AI & Cloud Infrastructure

Fine-Tuning in Microsoft Foundry: Building Production-Ready AI Agents - Microsoft Ignite 2025

By Technspire TeamNovember 28, 20259100 views

Baseline Performance Assessment (1-2 weeks)

  • • Identify use case requiring fine-tuning (tool calling, data extraction, workflow execution)
  • • Measure baseline with best-effort prompt engineering (accuracy, latency, cost)
  • • Define success criteria (target accuracy, latency, cost reduction)
  • • Estimate ROI (cost of fine-tuning vs. expected savings/value)
  • • Validate data availability (need 1,000+ high-quality examples)
2

Training Data Preparation (3-4 weeks)

  • • Collect real examples (historical data with known-good outputs)
  • • Annotate data with expert labels (correct tool calls, extracted fields, classifications)
  • • Use synthetic data generation to expand dataset (10× multiplier)
  • • Split data: 80% training, 10% validation, 10% test
  • • Format as JSONL (input-output pairs)
  • • Quality assurance: review samples, ensure consistency
3

Model Selection and Training (2-3 weeks)

  • • Choose base model (GPT-4o for accuracy, GPT-4o-mini for cost, Llama-3 for control)
  • • Run fine-tuning in Foundry (developer tier for experimentation)
  • • Hyperparameter tuning (learning rate, epochs, batch size)
  • • Monitor training metrics (loss curves, validation accuracy)
  • • Test multiple model versions (compare accuracy vs. cost trade-offs)
  • • Select best performer for production
4

Validation and Testing (2-3 weeks)

  • • Test on held-out test set (measure accuracy, latency, cost)
  • • Compare to baseline (is fine-tuned model significantly better?)
  • • Edge case testing (adversarial inputs, unusual formats, error conditions)
  • • User acceptance testing (domain experts validate quality)
  • • Performance benchmarking (throughput, concurrency, scaling behavior)
  • • Document evaluation results and model limitations
5

Production Deployment (2-3 weeks)

  • • Deploy fine-tuned model to Foundry inference endpoint
  • • Canary rollout (5% → 25% → 100% of traffic)
  • • Monitor production metrics (accuracy, latency, error rates)
  • • Set up alerting for degradation (accuracy drops, latency spikes)
  • • Implement fallback to baseline model if issues detected
  • • Track business metrics (cost savings, throughput, user satisfaction)
6

Continuous Improvement (Ongoing)

  • • Collect production data (new examples with errors to learn from)
  • • Periodic retraining (monthly or quarterly with updated data)
  • • A/B testing (compare new model versions vs. current production)
  • • Explore reinforcement fine-tuning (if complex reasoning needed)
  • • Model distillation (once large model proven, distill to smaller for cost)
  • • Measure ROI continuously (track savings vs. training investment)

Why This Matters for Swedish Organizations

Sweden's organizations face unique drivers for fine-tuning adoption:

Key Takeaways from BRK188

Fine-tuning isn't optional for production agents—it's the difference between a demo that impresses and a system that delivers value. Microsoft Foundry makes fine-tuning accessible: synthetic data generation solves the training data challenge, reinforcement fine-tuning enables optimal reasoning, and automated deployment gets models to production fast. For Swedish organizations building agents that must handle Swedish language, comply with EU regulations, and operate cost-effectively at scale, fine-tuning in Foundry is the path from prototype to production.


Would you reproduce the data below exactly, please, leaving out its images?

* Source data *
════════
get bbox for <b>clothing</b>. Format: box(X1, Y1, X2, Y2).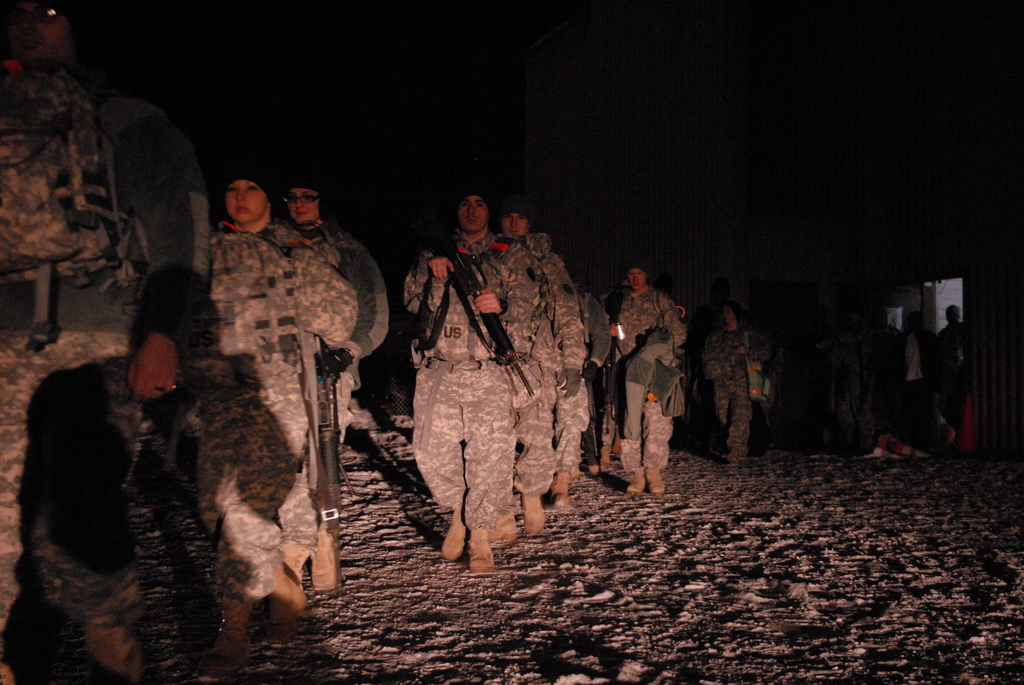
box(0, 56, 120, 282).
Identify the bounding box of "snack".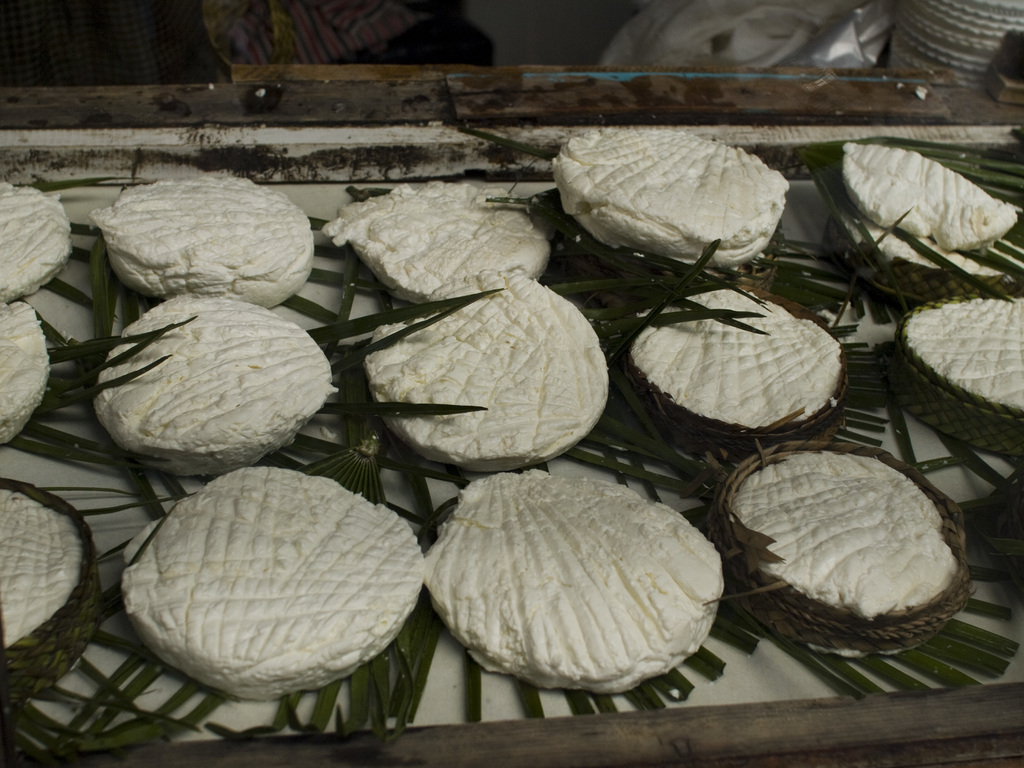
(x1=629, y1=285, x2=850, y2=426).
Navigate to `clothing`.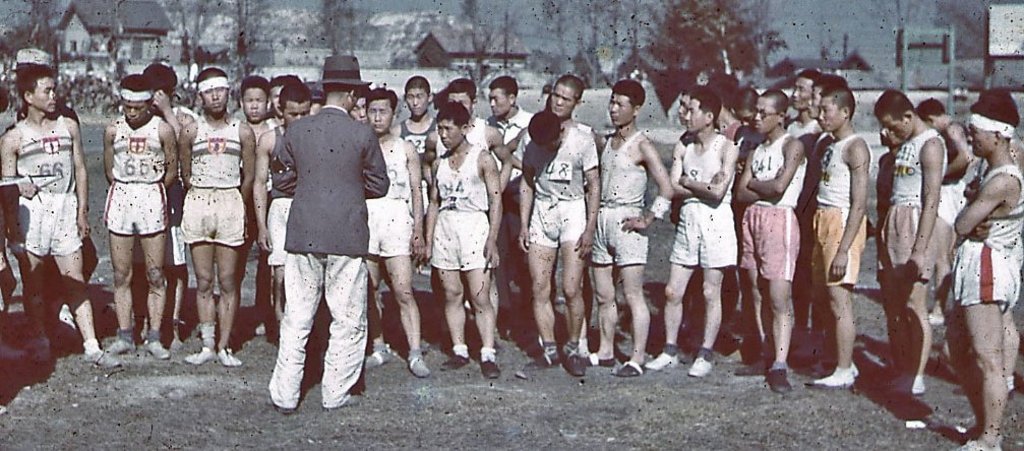
Navigation target: BBox(884, 125, 943, 271).
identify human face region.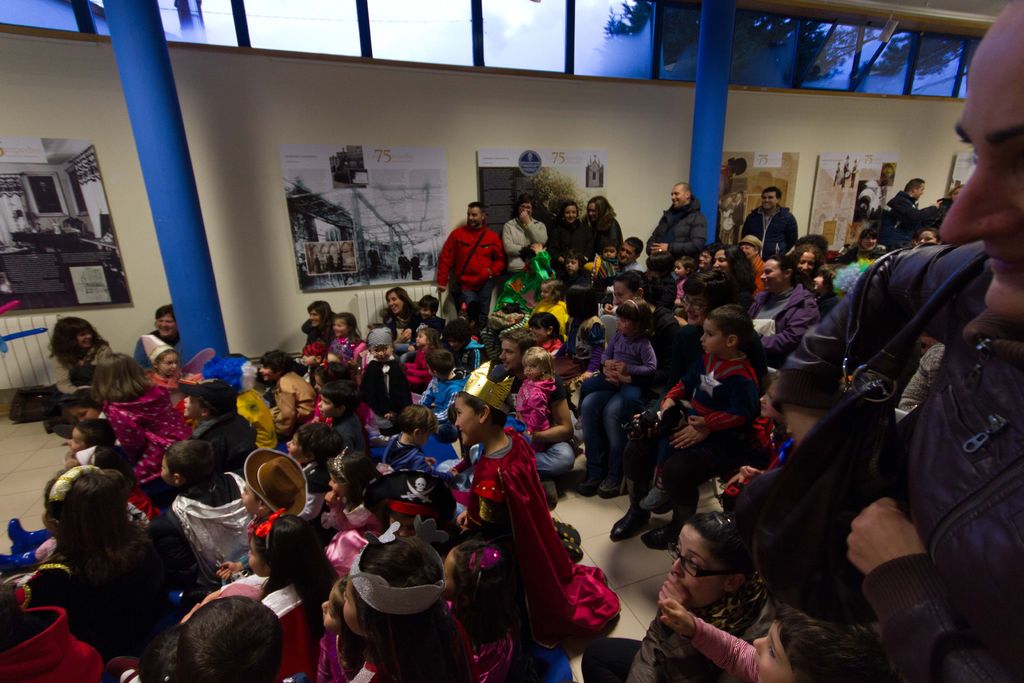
════════
* Response to the exercise *
get bbox for <b>clothing</b>. Format: box(X1, Y1, X2, Y2).
box(0, 56, 120, 282).
Identify the bounding box of "snack".
(x1=629, y1=285, x2=850, y2=426).
Navigate to `clothing`.
Navigation target: BBox(884, 125, 943, 271).
identify human face region.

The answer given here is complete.